> _Task requirements_
Every entry below must appear again, exactly as written.

(Beginning of Data supplied)

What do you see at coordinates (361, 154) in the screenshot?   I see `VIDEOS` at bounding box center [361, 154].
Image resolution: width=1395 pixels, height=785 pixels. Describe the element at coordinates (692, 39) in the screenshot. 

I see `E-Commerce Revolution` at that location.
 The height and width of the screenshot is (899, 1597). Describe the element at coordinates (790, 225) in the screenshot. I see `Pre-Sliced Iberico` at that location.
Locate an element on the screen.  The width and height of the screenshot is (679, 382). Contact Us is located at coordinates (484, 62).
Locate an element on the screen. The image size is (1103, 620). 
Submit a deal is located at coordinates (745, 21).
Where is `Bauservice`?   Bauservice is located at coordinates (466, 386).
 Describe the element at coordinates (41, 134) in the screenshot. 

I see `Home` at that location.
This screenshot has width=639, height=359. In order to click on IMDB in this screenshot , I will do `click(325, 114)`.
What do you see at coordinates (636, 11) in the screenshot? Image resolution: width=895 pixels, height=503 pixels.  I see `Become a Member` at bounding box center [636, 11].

(End of Data supplied)

> _Written response_
What do you see at coordinates (361, 154) in the screenshot?   I see `VIDEOS` at bounding box center [361, 154].
Image resolution: width=1395 pixels, height=785 pixels. Describe the element at coordinates (692, 39) in the screenshot. 

I see `E-Commerce Revolution` at that location.
 The height and width of the screenshot is (899, 1597). Describe the element at coordinates (790, 225) in the screenshot. I see `Pre-Sliced Iberico` at that location.
Locate an element on the screen.  The width and height of the screenshot is (679, 382). Contact Us is located at coordinates (484, 62).
Locate an element on the screen. The image size is (1103, 620). 
Submit a deal is located at coordinates (745, 21).
Where is `Bauservice`?   Bauservice is located at coordinates (466, 386).
 Describe the element at coordinates (41, 134) in the screenshot. 

I see `Home` at that location.
This screenshot has width=639, height=359. In order to click on IMDB in this screenshot , I will do `click(325, 114)`.
What do you see at coordinates (636, 11) in the screenshot? Image resolution: width=895 pixels, height=503 pixels.  I see `Become a Member` at bounding box center [636, 11].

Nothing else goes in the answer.